As a matter of fact, excellent earthen engineering work has been done under MGNREGA, where care was taken to learn from these traditions and also to empower gram panchayats to understand the principles underlying this watershed approach. Changing the wage-material ratio in a blanket fashion has the inherent danger of converting this people-centred programme, into a contractor-machinery driven one, which would further weaken grass-roots democracy in India.

There is, however, a case to be made for permitting greater flexibility in this ratio in certain parts of the country, where material costs tend to be exorbitantly high: the Himalayan region, for instance, where transport costs are steep, or deserts where long distances need to be traversed.
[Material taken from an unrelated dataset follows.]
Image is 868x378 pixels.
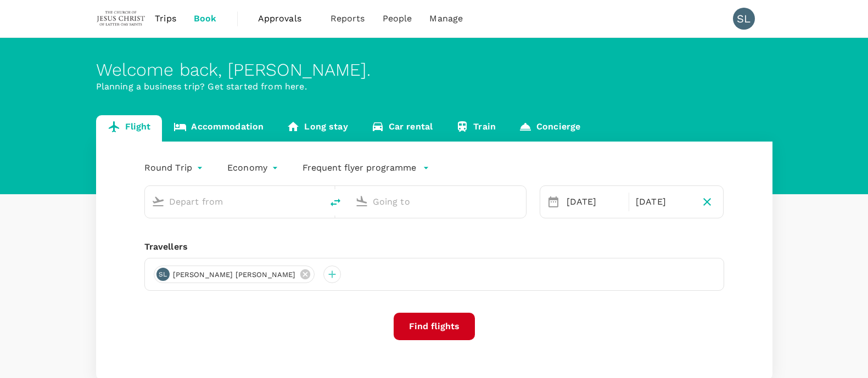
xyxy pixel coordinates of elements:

In such regions, lowering the wage-material ratio could actually enable more work to be provided under MGNREGA. This has been a long-standing demand of some States. Elsewhere, there is abundant scope for individual works with a lower wage-material ratio, because it is only the average that needs to be 60:40. Many such works were introduced into the programme by my committee and are doing very well on the ground. Thus, there is enough flexibility that has already been created. Doing more than what is warranted by these legitimate concerns, would be to compromise the fundamental power of the MGNREGA.

(Mihir Shah is a grass-roots activist who has lived and worked for 25 years in the tribal villages of Central India. From 2009 to 2014, he was Member, Planning Commission, Government of India.)